I didn't find traditional Chinese medicine — it found me when I needed it most.
College of Tao & CHI Health Institute · 2026
Like a lot of people who end up in integrative medicine, I got here because Western medicine failed me. Five different doctors either couldn't or wouldn't treat my walking pneumonia. I was sick, frustrated, and running out of options. Out of desperation, I enrolled in a TCM course on Coursera, found a simple ginger tea formula, and healed myself.
That was the moment everything changed. But honestly, the seeds were always there. I've always been drawn to herbalism, to alternative and integrative medicine, to the idea that the body has an innate capacity to heal when given the right support. I've studied Western herbalism, Ayurvedic herbalism, and now traditional Chinese medicine. And of all the traditions I've explored, TCM feels most like home.
I chose to train at Yosan University in Los Angeles deliberately. Yosan holds something rare. They've maintained the Taoist philosophy — a philosophical foundation that is so deeply woven into TCM that separating them feels like gutting the medicine. Under Dr. Mao Xing Ni and within the Ni family Daoist lineage, I'm not just learning how to treat symptoms, I'm learning to understand health as a reflection of balance, self-cultivation, and our relationship with the natural world.
I want to graduate confident and capable, the kind of practitioner who hits the ground running and actually makes a difference in people's lives. The clients I most want to serve are the ones who've been told, your numbers look fine, while they're clearly suffering. The ones who've been dismissed, given no answers, or handed a prescription that treats a label instead of a person. I know that experience intimately, I've lived it, and I've been failed by Western medicine in ways that left me feeling alone with my own health.
I also watched somebody that I love navigate years of unanswered medical questions, and I believe integrative medicine could offer what conventional medicine hasn't.

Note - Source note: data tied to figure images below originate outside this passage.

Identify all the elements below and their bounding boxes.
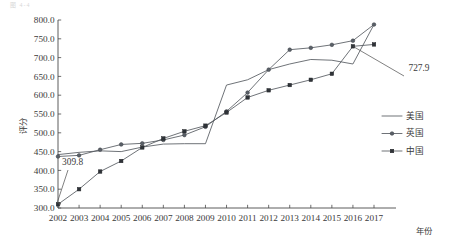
data-point-中国 xyxy=(204,124,208,128)
data-point-英国 xyxy=(56,155,60,159)
annotation-leader-309 xyxy=(58,170,69,202)
y-axis-tick-label: 550.0 xyxy=(34,109,55,119)
data-point-中国 xyxy=(372,43,376,47)
data-point-中国 xyxy=(267,89,271,93)
y-axis-tick-label: 500.0 xyxy=(34,128,55,138)
x-axis-tick-label: 2010 xyxy=(217,213,236,223)
y-axis-tick-label: 600.0 xyxy=(34,90,55,100)
x-axis-tick-label: 2002 xyxy=(49,213,68,223)
data-point-英国 xyxy=(246,91,250,95)
legend-marker-英国 xyxy=(390,132,394,136)
x-axis-tick-label: 2012 xyxy=(259,213,278,223)
y-axis-tick-label: 450.0 xyxy=(34,147,55,157)
series-line-美国 xyxy=(58,25,374,155)
y-axis-tick-label: 800.0 xyxy=(34,15,55,25)
legend-label-美国: 美国 xyxy=(406,110,424,121)
legend-marker-中国 xyxy=(390,149,394,153)
data-point-英国 xyxy=(267,68,271,72)
data-point-英国 xyxy=(98,148,102,152)
annotation-label-727: 727.9 xyxy=(408,63,429,73)
data-point-中国 xyxy=(288,83,292,87)
line-chart-canvas: 300.0350.0400.0450.0500.0550.0600.0650.0… xyxy=(0,0,461,244)
data-point-英国 xyxy=(351,39,355,43)
x-axis-title: 年份 xyxy=(416,226,433,236)
x-axis-tick-label: 2013 xyxy=(281,213,300,223)
y-axis-tick-label: 700.0 xyxy=(34,53,55,63)
x-axis-tick-label: 2006 xyxy=(133,213,152,223)
data-point-中国 xyxy=(309,78,313,82)
data-point-中国 xyxy=(225,111,229,115)
data-point-中国 xyxy=(119,159,123,163)
data-point-英国 xyxy=(288,48,292,52)
data-point-中国 xyxy=(351,45,355,49)
data-point-中国 xyxy=(183,130,187,134)
x-axis-tick-label: 2008 xyxy=(175,213,194,223)
figure-caption-top: 图 4-4 xyxy=(10,0,31,9)
data-point-英国 xyxy=(119,143,123,147)
y-axis-tick-label: 650.0 xyxy=(34,72,55,82)
x-axis-tick-label: 2011 xyxy=(239,213,257,223)
chart-figure: 图 4-4 300.0350.0400.0450.0500.0550.0600.… xyxy=(0,0,461,244)
y-axis-tick-label: 750.0 xyxy=(34,34,55,44)
x-axis-tick-label: 2014 xyxy=(302,213,321,223)
x-axis-tick-label: 2016 xyxy=(344,213,363,223)
x-axis-tick-label: 2017 xyxy=(365,213,384,223)
series-line-英国 xyxy=(58,25,374,157)
legend-label-英国: 英国 xyxy=(406,127,424,138)
data-point-英国 xyxy=(309,46,313,50)
x-axis-tick-label: 2005 xyxy=(112,213,131,223)
y-axis-title: 评分 xyxy=(18,117,28,134)
series-line-中国 xyxy=(58,44,374,204)
data-point-中国 xyxy=(162,137,166,141)
x-axis-tick-label: 2007 xyxy=(154,213,173,223)
data-point-英国 xyxy=(140,141,144,145)
data-point-中国 xyxy=(98,170,102,174)
data-point-英国 xyxy=(183,133,187,137)
data-point-中国 xyxy=(77,187,81,191)
annotation-label-309: 309.8 xyxy=(62,157,83,167)
data-point-中国 xyxy=(330,72,334,76)
data-point-中国 xyxy=(246,96,250,100)
annotation-leader-727 xyxy=(353,46,404,76)
legend-label-中国: 中国 xyxy=(406,145,424,156)
x-axis-tick-label: 2009 xyxy=(196,213,215,223)
x-axis-tick-label: 2004 xyxy=(91,213,110,223)
data-point-英国 xyxy=(330,43,334,47)
y-axis-tick-label: 400.0 xyxy=(34,166,55,176)
y-axis-tick-label: 350.0 xyxy=(34,184,55,194)
x-axis-tick-label: 2015 xyxy=(323,213,342,223)
data-point-中国 xyxy=(141,146,145,150)
data-point-英国 xyxy=(372,23,376,27)
x-axis-tick-label: 2003 xyxy=(70,213,89,223)
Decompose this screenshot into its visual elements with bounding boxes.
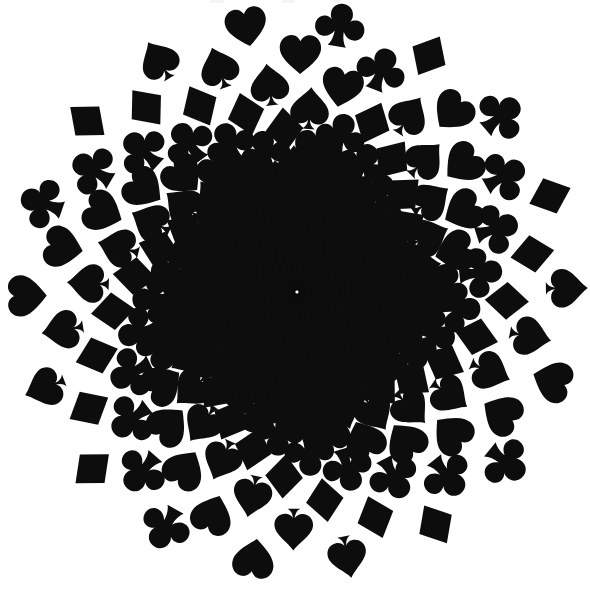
- suit-spiral-figure: [0, 0, 590, 589]
- artwork-canvas: [0, 0, 590, 589]
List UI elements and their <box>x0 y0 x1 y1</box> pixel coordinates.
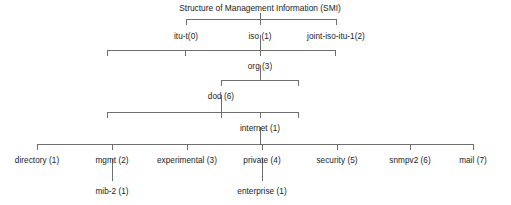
node-enterprise: enterprise (1) <box>237 187 286 197</box>
node-private: private (4) <box>243 156 280 166</box>
tree-connector-lines <box>0 0 511 205</box>
node-mail: mail (7) <box>459 156 487 166</box>
node-itu-t: itu-t(0) <box>174 32 198 42</box>
node-directory: directory (1) <box>15 156 59 166</box>
node-security: security (5) <box>316 156 357 166</box>
node-joint-iso-itu-1: joint-iso-itu-1(2) <box>307 32 365 42</box>
node-mgmt: mgmt (2) <box>95 156 128 166</box>
node-mib-2: mib-2 (1) <box>95 187 128 197</box>
smi-tree-diagram: Structure of Management Information (SMI… <box>0 0 511 205</box>
node-internet: internet (1) <box>240 124 280 134</box>
node-experimental: experimental (3) <box>157 156 217 166</box>
diagram-title: Structure of Management Information (SMI… <box>179 3 341 13</box>
node-org: org (3) <box>248 62 272 72</box>
node-dod: dod (6) <box>208 92 234 102</box>
node-snmpv2: snmpv2 (6) <box>389 156 430 166</box>
node-iso: iso (1) <box>248 32 271 42</box>
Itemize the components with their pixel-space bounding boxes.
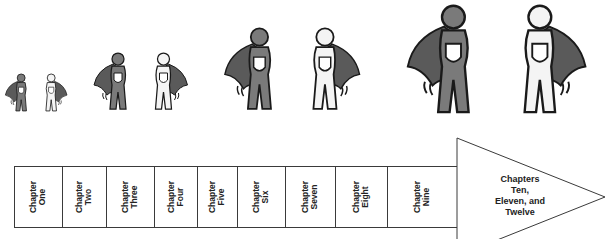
arrow-label: Chapters Ten, Eleven, and Twelve bbox=[470, 174, 570, 218]
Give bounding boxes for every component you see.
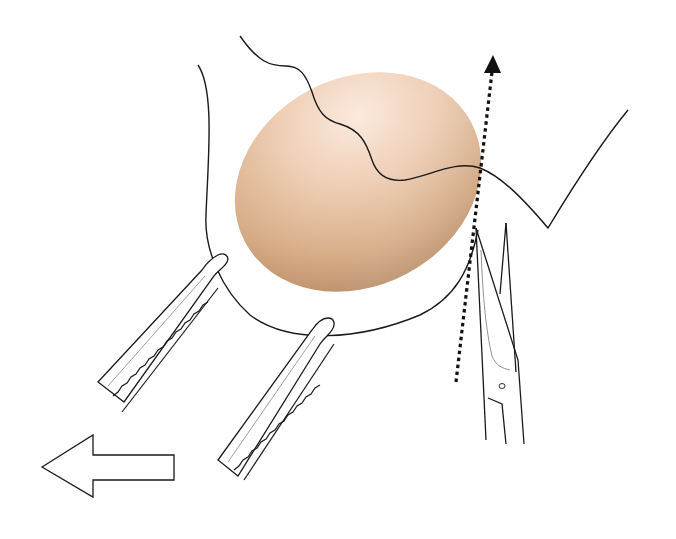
scissors [476,223,524,444]
right-forceps [218,318,334,480]
traction-arrow-icon [42,435,174,497]
arrowhead-icon [484,55,501,73]
surgical-illustration [0,0,676,539]
tissue-mass [196,30,520,334]
scissors-pivot-icon [499,384,505,389]
left-forceps [98,254,228,412]
illustration-canvas [0,0,676,539]
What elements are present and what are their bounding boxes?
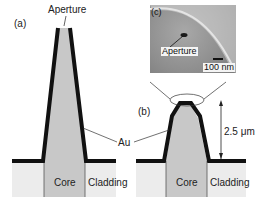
cladding-label-b: Cladding bbox=[210, 178, 249, 188]
zoom-line-left bbox=[150, 82, 170, 99]
au-label: Au bbox=[118, 138, 130, 148]
sem-image-inset: (c) Aperture 100 nm bbox=[150, 5, 236, 73]
au-leader-b bbox=[134, 130, 169, 142]
panel-label-c: (c) bbox=[151, 8, 162, 17]
panel-label-b: (b) bbox=[138, 107, 150, 117]
scale-bar-label: 100 nm bbox=[203, 63, 235, 72]
zoom-line-right bbox=[204, 82, 226, 99]
aperture-label-a: Aperture bbox=[48, 5, 86, 15]
aperture-label-c: Aperture bbox=[161, 47, 198, 56]
core-label-a: Core bbox=[54, 178, 76, 188]
core-label-b: Core bbox=[176, 178, 198, 188]
arrowhead-up bbox=[219, 100, 223, 106]
panel-label-a: (a) bbox=[14, 19, 26, 29]
aperture-spot bbox=[181, 33, 188, 37]
arrowhead-down bbox=[219, 153, 223, 159]
au-leader-a bbox=[83, 128, 117, 142]
height-label: 2.5 μm bbox=[224, 127, 255, 137]
cladding-label-a: Cladding bbox=[88, 178, 127, 188]
aperture-leader-a bbox=[64, 16, 66, 26]
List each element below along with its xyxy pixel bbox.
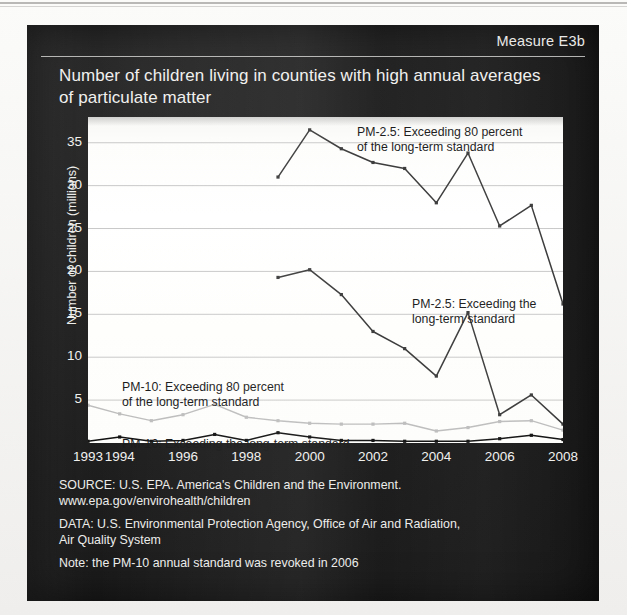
- series-marker-3: [118, 435, 121, 438]
- series-marker-1: [340, 293, 343, 296]
- series-marker-3: [435, 440, 438, 443]
- series-marker-0: [561, 302, 563, 305]
- annotation-pm10-80: PM-10: Exceeding 80 percent of the long-…: [122, 380, 284, 410]
- series-marker-2: [403, 422, 406, 425]
- y-tick-30: 30: [67, 177, 82, 192]
- x-tick-2006: 2006: [478, 449, 522, 464]
- series-line-1: [278, 270, 563, 424]
- series-marker-1: [403, 347, 406, 350]
- measure-label: Measure E3b: [497, 33, 585, 49]
- series-marker-2: [561, 429, 563, 432]
- series-marker-0: [340, 147, 343, 150]
- chart-panel: Measure E3b Number of children living in…: [27, 25, 599, 601]
- series-marker-0: [435, 201, 438, 204]
- series-marker-1: [308, 268, 311, 271]
- series-marker-2: [118, 412, 121, 415]
- annotation-pm10-standard: PM-10: Exceeding the long-term standard: [122, 437, 350, 452]
- scan-artifact-line-top-2: [0, 6, 627, 7]
- series-marker-3: [403, 440, 406, 443]
- scan-artifact-line-top: [0, 2, 627, 4]
- series-marker-2: [435, 429, 438, 432]
- series-marker-1: [530, 393, 533, 396]
- x-tick-2008: 2008: [541, 449, 585, 464]
- series-marker-2: [150, 419, 153, 422]
- series-marker-3: [88, 440, 90, 443]
- series-marker-1: [276, 276, 279, 279]
- y-tick-20: 20: [67, 262, 82, 277]
- scanned-page: Measure E3b Number of children living in…: [0, 0, 627, 615]
- y-tick-35: 35: [67, 134, 82, 149]
- annotation-pm25-80: PM-2.5: Exceeding 80 percent of the long…: [357, 125, 522, 155]
- series-marker-0: [403, 167, 406, 170]
- page-title: Number of children living in counties wi…: [59, 65, 559, 109]
- series-marker-2: [498, 420, 501, 423]
- series-marker-2: [340, 423, 343, 426]
- series-marker-1: [371, 330, 374, 333]
- series-marker-2: [88, 404, 90, 407]
- series-marker-3: [466, 440, 469, 443]
- footer-note: Note: the PM-10 annual standard was revo…: [59, 556, 359, 572]
- series-marker-0: [276, 175, 279, 178]
- series-marker-3: [498, 437, 501, 440]
- series-marker-3: [213, 433, 216, 436]
- x-tick-2004: 2004: [414, 449, 458, 464]
- footer-data: DATA: U.S. Environmental Protection Agen…: [59, 517, 460, 548]
- series-marker-2: [276, 419, 279, 422]
- y-tick-25: 25: [67, 220, 82, 235]
- series-marker-3: [276, 431, 279, 434]
- series-marker-2: [181, 413, 184, 416]
- series-marker-2: [245, 416, 248, 419]
- series-marker-3: [371, 439, 374, 442]
- x-tick-2002: 2002: [351, 449, 395, 464]
- series-marker-2: [530, 419, 533, 422]
- series-marker-3: [530, 434, 533, 437]
- series-marker-2: [308, 422, 311, 425]
- series-marker-0: [308, 128, 311, 131]
- series-marker-1: [435, 374, 438, 377]
- y-tick-15: 15: [67, 305, 82, 320]
- series-marker-2: [466, 426, 469, 429]
- header-divider: [41, 56, 585, 57]
- series-marker-3: [561, 438, 563, 441]
- y-tick-5: 5: [74, 391, 82, 406]
- series-marker-0: [371, 161, 374, 164]
- series-marker-1: [561, 423, 563, 426]
- series-marker-2: [371, 423, 374, 426]
- annotation-pm25-standard: PM-2.5: Exceeding the long-term standard: [412, 297, 536, 327]
- series-marker-0: [530, 204, 533, 207]
- series-marker-1: [498, 413, 501, 416]
- series-marker-0: [498, 224, 501, 227]
- footer-source: SOURCE: U.S. EPA. America's Children and…: [59, 478, 401, 509]
- y-tick-10: 10: [67, 348, 82, 363]
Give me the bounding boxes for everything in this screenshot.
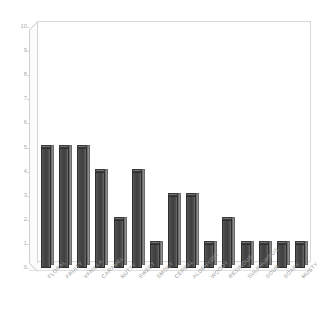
x-axis-tick-label: SWEET xyxy=(138,261,157,280)
x-axis-labels: FLORALFRUITYVANILLACARAMELNUTTYSWEETSMOK… xyxy=(0,0,323,329)
x-axis-tick-label: SOUR xyxy=(265,264,281,280)
x-axis-tick-label: SMOKY xyxy=(156,261,175,280)
bar-chart: 109876543210 FLORALFRUITYVANILLACARAMELN… xyxy=(0,0,323,329)
x-axis-tick-label: NUTTY xyxy=(120,262,138,280)
x-axis-tick-label: FLORAL xyxy=(47,260,67,280)
x-axis-tick-label: SOAPY xyxy=(283,262,301,280)
x-axis-tick-label: FRUITY xyxy=(65,261,84,280)
x-axis-tick-label: CEREAL xyxy=(174,259,195,280)
x-axis-tick-label: WOODY xyxy=(210,260,230,280)
x-axis-tick-label: MUSTY xyxy=(301,261,319,279)
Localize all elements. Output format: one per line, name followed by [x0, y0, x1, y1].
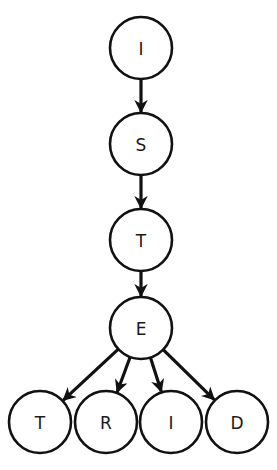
tree-node: T — [110, 209, 172, 271]
node-label: T — [34, 413, 46, 433]
node-label: I — [168, 413, 173, 433]
tree-node: S — [110, 113, 172, 175]
tree-node: T — [9, 391, 71, 453]
tree-node: I — [110, 17, 172, 79]
edge-arrow — [150, 358, 161, 392]
tree-node: D — [206, 391, 268, 453]
edge-arrow — [117, 357, 130, 392]
tree-node: R — [75, 391, 137, 453]
node-label: I — [138, 39, 143, 59]
tree-node: I — [140, 391, 202, 453]
tree-node: E — [110, 297, 172, 359]
node-label: R — [100, 413, 112, 433]
node-label: E — [136, 319, 147, 339]
node-label: T — [135, 231, 147, 251]
nodes-group: ISTETRID — [9, 17, 268, 453]
tree-diagram: ISTETRID — [0, 0, 277, 470]
node-label: S — [136, 135, 147, 155]
node-label: D — [230, 413, 243, 433]
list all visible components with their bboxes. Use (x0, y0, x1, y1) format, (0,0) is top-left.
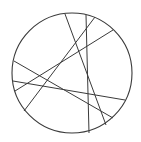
chord-line-2 (86, 15, 89, 133)
chord-line-3 (24, 17, 95, 111)
diagram-canvas (0, 0, 141, 142)
circle-outline (12, 13, 132, 133)
chord-line-1 (65, 14, 106, 125)
chord-line-4 (15, 30, 113, 91)
circle-chords-diagram (0, 0, 141, 142)
chord-line-6 (13, 81, 125, 100)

A framework that sees the whole person, not just the lab reports. TCM doesn't ask what disease do you have. It asks, what's out of balance, and how do we bring you back to yourself? That question guides everything I do.
My training spans acupuncture, herbal medicine, both Chinese and Western, self-healing Qigong, Infinichi-style energy healing, I Ching consultation, and animal acupuncture and herbs. I believe healing is rarely a straight line, which is why this practice is called the winding path. The path matters as much as the destination, and I want to walk it alongside you.
Outside the clinic, I'm what most people would generously call eclectic. I work with animals at a veterinary clinic, and I'm training in animal acupuncture because, honestly, animals deserve good medicine too. I raise chickens, share my home with two dogs and four cats, grow my own herbs and vegetables, and cook most things from scratch, including my own herbal formulas. I play piano, sing, and I'm making sure my son learns the violin because music is non-negotiable in our house. I have a serious spiritual practice, a home altar, and an embarrassingly large collection of murder mysteries.
There's always a new project in progress and something simmering on the stove. If you felt failed, dismissed, or like your help is too complicated to be helped, you're exactly who I'm here for.